The Seeded Discovery Pool
The Western Horizon doesn’t use random encounter tables in the traditional sense. A truly random table—where any party might stumble onto anything—is anathema to goal-driven play. Instead, the GM maintains a seeded discovery pool: a short list of potential discoveries derived from the active roster’s character dossiers.
The Golden Rule
If no player character has a goal related to herbalism, there is no secret herb garden. If no one cares about mines, there is no abandoned mineshaft. The world shapes itself around who is playing in it. Content exists because a player’s goals made it exist.
Building the Pool
Review the active roster’s character dossiers. For each character’s declared goals, seed one or two discoverable things:
| Character Goal | Seeded Discovery |
|---|---|
| Herbalist seeking rare plants | Silvervein moss along a creek bed in hex 7 |
| Priest looking for lost holy sites | Collapsed shrine entrance in the hillside, hex 12 |
| Cartographer mapping the frontier | Ancient survey marker on a ridge, hex 4 |
| Bounty hunter tracking a fugitive | Abandoned campfire with distinctive boot prints, hex 9 |
The pool stays small—tied to maybe 8–12 active player goals across the whole roster. That’s your generation budget. Everything in the pool exists because someone at the table would care about finding it.
The Dice Add Surprise, Not Randomness
You can still roll to determine when and where a seeded discovery appears during travel. The randomness is in timing, not content.
Graceful Degradation
If a player drops out, their seeded content simply never gets discovered. Nobody misses what they never found. If a new player joins, review their dossier and add to the pool. The world reshapes around the current roster.
Three Delivery Channels
The source is always the same—content exists because a player goal made it exist—but the delivery varies:
1. Self-Discovery During Travel
A party traveling to a quest site passes through a hex containing a seeded discovery. The GM describes what they notice. The party notes it on the map and moves on. The discovery enters shared intelligence for future quest intent.
2. Inter-Party Intelligence
Party A returns and reports what they saw along the way. The herb garden goes onto the shared tavern map. Now the Herbalist has a reason to post quest intent: “I want to investigate the herb garden Party A spotted near the Thornwood.”
Nobody was railroaded. The GM didn’t pitch it as a hook. The information economy did the work.
3. NPC Knowledge
The local apothecary says: “If you’re heading toward the Thornwood, keep an eye out—I’ve heard silvervein moss grows thick along the eastern creek beds.”
The apothecary isn’t giving a quest hook—they’re sharing knowledge natural to their role. The information is diegetic.
Pick the Channel That Fits
All three channels deliver the same seeded content. The GM picks whichever fits the moment. The player still decides whether to act on it.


Work order —
For the records below, report how many lines include "Introduced", with no accompanying text.

Data section —

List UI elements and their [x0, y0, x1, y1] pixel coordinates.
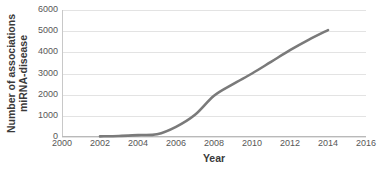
- plot-area: [62, 10, 366, 137]
- series-line-group: [62, 10, 366, 137]
- x-axis-tick-label: 2012: [270, 139, 310, 148]
- y-axis-title: Number of associations miRNA-disease: [0, 0, 34, 148]
- x-axis-tick-label: 2008: [194, 139, 234, 148]
- y-axis-tick-label: 1000: [32, 111, 58, 120]
- x-axis-tick-label: 2006: [156, 139, 196, 148]
- x-axis-title: Year: [62, 153, 366, 164]
- y-axis-title-line-2: miRNA-disease: [18, 35, 29, 112]
- y-axis-tick-label: 2000: [32, 90, 58, 99]
- x-axis-tick-label: 2016: [346, 139, 378, 148]
- y-axis-tick-label: 4000: [32, 47, 58, 56]
- x-axis-tick-label: 2000: [42, 139, 82, 148]
- x-axis-tick-labels: 200020022004200620082010201220142016: [0, 139, 378, 153]
- y-axis-tick-label: 3000: [32, 69, 58, 78]
- x-axis-tick-label: 2004: [118, 139, 158, 148]
- y-axis-title-line-1: Number of associations: [6, 14, 17, 133]
- series-line-miRNA-disease: [100, 30, 328, 136]
- x-axis-tick-label: 2002: [80, 139, 120, 148]
- x-axis-tick-label: 2014: [308, 139, 348, 148]
- y-axis-tick-label: 5000: [32, 26, 58, 35]
- x-axis-tick-label: 2010: [232, 139, 272, 148]
- chart-figure: Number of associations miRNA-disease 010…: [0, 0, 378, 174]
- y-axis-tick-label: 6000: [32, 5, 58, 14]
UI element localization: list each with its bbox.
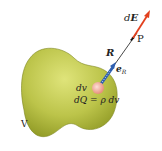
field-element-label: dE <box>124 12 138 23</box>
charge-element-label: dQ = ρ dv <box>74 95 119 105</box>
volume-element-label: dv <box>76 83 87 93</box>
diagram-canvas: dE P R eR dv dQ = ρ dv V <box>0 0 162 151</box>
field-point-label: P <box>137 33 144 44</box>
unit-vector-label: eR <box>116 64 127 75</box>
volume-charge-field-diagram: dE P R eR dv dQ = ρ dv V <box>0 0 162 151</box>
volume-region <box>22 48 118 136</box>
charge-element <box>92 82 104 94</box>
volume-label: V <box>20 119 28 129</box>
distance-vector-label: R <box>105 47 114 58</box>
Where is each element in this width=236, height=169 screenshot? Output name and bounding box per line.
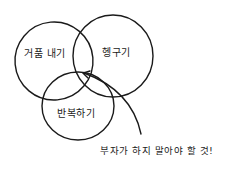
annotation-text: 부자가 하지 말아야 할 것! [100, 143, 213, 157]
set-label-left: 거품 내기 [24, 45, 66, 60]
left-circle [12, 19, 97, 104]
set-label-bottom: 반복하기 [57, 105, 95, 120]
set-label-right: 헹구기 [102, 44, 131, 59]
annotation-arrow [84, 73, 141, 134]
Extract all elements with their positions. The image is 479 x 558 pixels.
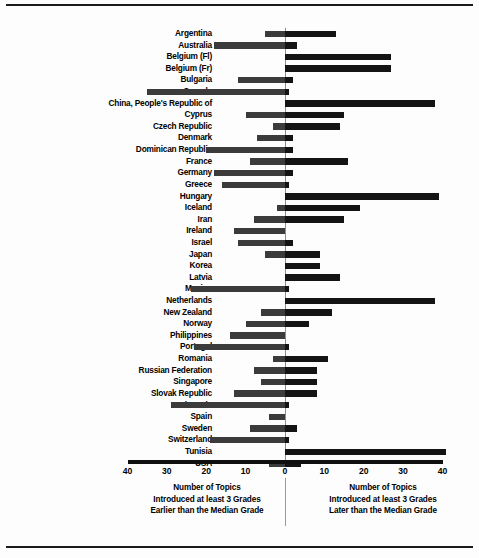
- bar-row: [0, 341, 479, 353]
- bar-row: [0, 156, 479, 168]
- bar-later: [285, 344, 289, 350]
- bar-later: [285, 449, 446, 455]
- bar-later: [285, 205, 360, 211]
- bar-row: [0, 202, 479, 214]
- bar-later: [285, 89, 289, 95]
- bar-row: [0, 225, 479, 237]
- bar-row: [0, 307, 479, 319]
- bar-row: [0, 237, 479, 249]
- bar-earlier: [265, 251, 285, 257]
- bar-later: [285, 379, 317, 385]
- bar-row: [0, 40, 479, 52]
- bar-later: [285, 367, 317, 373]
- bar-later: [285, 147, 293, 153]
- diverging-bar-chart: ArgentinaAustraliaBelgium (Fl)Belgium (F…: [0, 20, 479, 540]
- bar-later: [285, 135, 293, 141]
- bar-earlier: [206, 147, 285, 153]
- right-caption-line-2: Introduced at least 3 Grades: [288, 494, 478, 506]
- axis-tick-label: 10: [320, 466, 330, 476]
- bottom-divider-rule: [6, 546, 473, 548]
- bar-later: [285, 158, 348, 164]
- bar-earlier: [246, 321, 285, 327]
- bar-earlier: [191, 286, 286, 292]
- bar-later: [285, 100, 435, 106]
- bar-earlier: [246, 112, 285, 118]
- bar-later: [285, 240, 293, 246]
- bar-row: [0, 144, 479, 156]
- bar-earlier: [273, 123, 285, 129]
- bar-later: [285, 170, 293, 176]
- axis-tick-label: 20: [201, 466, 211, 476]
- bar-later: [285, 286, 289, 292]
- bar-row: [0, 272, 479, 284]
- bar-earlier: [234, 228, 285, 234]
- bar-row: [0, 260, 479, 272]
- bar-row: [0, 330, 479, 342]
- axis-tick-label: 20: [359, 466, 369, 476]
- bar-earlier: [234, 390, 285, 396]
- bar-earlier: [273, 356, 285, 362]
- right-axis-caption: Number of Topics Introduced at least 3 G…: [288, 482, 478, 517]
- bar-earlier: [261, 309, 285, 315]
- bar-row: [0, 283, 479, 295]
- left-caption-line-1: Number of Topics: [112, 482, 302, 494]
- bar-later: [285, 31, 336, 37]
- bar-earlier: [257, 135, 285, 141]
- bar-row: [0, 318, 479, 330]
- bar-earlier: [222, 182, 285, 188]
- bar-later: [285, 182, 289, 188]
- bar-later: [285, 356, 328, 362]
- axis-tick-label: 40: [438, 466, 448, 476]
- bar-earlier: [250, 425, 285, 431]
- bar-row: [0, 132, 479, 144]
- axis-tick-label: 30: [398, 466, 408, 476]
- axis-line: [128, 460, 443, 464]
- bar-earlier: [254, 216, 286, 222]
- bar-earlier: [250, 158, 285, 164]
- left-caption-line-2: Introduced at least 3 Grades: [112, 494, 302, 506]
- bar-earlier: [194, 344, 285, 350]
- bar-row: [0, 74, 479, 86]
- bar-later: [285, 65, 391, 71]
- bar-later: [285, 425, 297, 431]
- bar-row: [0, 434, 479, 446]
- bar-row: [0, 109, 479, 121]
- bar-later: [285, 193, 439, 199]
- bar-later: [285, 77, 293, 83]
- bar-row: [0, 376, 479, 388]
- axis-tick-label: 0: [283, 466, 288, 476]
- bar-row: [0, 63, 479, 75]
- bar-earlier: [277, 205, 285, 211]
- bar-earlier: [238, 240, 285, 246]
- bar-row: [0, 51, 479, 63]
- left-axis-caption: Number of Topics Introduced at least 3 G…: [112, 482, 302, 517]
- bar-earlier: [261, 379, 285, 385]
- axis-tick-label: 30: [162, 466, 172, 476]
- bar-earlier: [254, 367, 286, 373]
- bar-row: [0, 214, 479, 226]
- bar-later: [285, 112, 344, 118]
- bar-row: [0, 400, 479, 412]
- bar-row: [0, 98, 479, 110]
- bar-later: [285, 54, 391, 60]
- bar-row: [0, 249, 479, 261]
- bar-row: [0, 86, 479, 98]
- bar-row: [0, 446, 479, 458]
- bar-later: [285, 390, 317, 396]
- bar-earlier: [210, 437, 285, 443]
- figure-page: ArgentinaAustraliaBelgium (Fl)Belgium (F…: [0, 0, 479, 558]
- bar-later: [285, 437, 289, 443]
- bar-row: [0, 295, 479, 307]
- bar-later: [285, 274, 340, 280]
- bar-later: [285, 321, 309, 327]
- bar-later: [285, 123, 340, 129]
- bar-later: [285, 263, 320, 269]
- top-divider-rule: [6, 4, 473, 6]
- right-caption-line-3: Later than the Median Grade: [288, 505, 478, 517]
- bar-row: [0, 411, 479, 423]
- bar-earlier: [171, 402, 285, 408]
- bar-earlier: [230, 332, 285, 338]
- bar-row: [0, 353, 479, 365]
- bar-earlier: [214, 42, 285, 48]
- bar-earlier: [214, 170, 285, 176]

Solution for this task —
4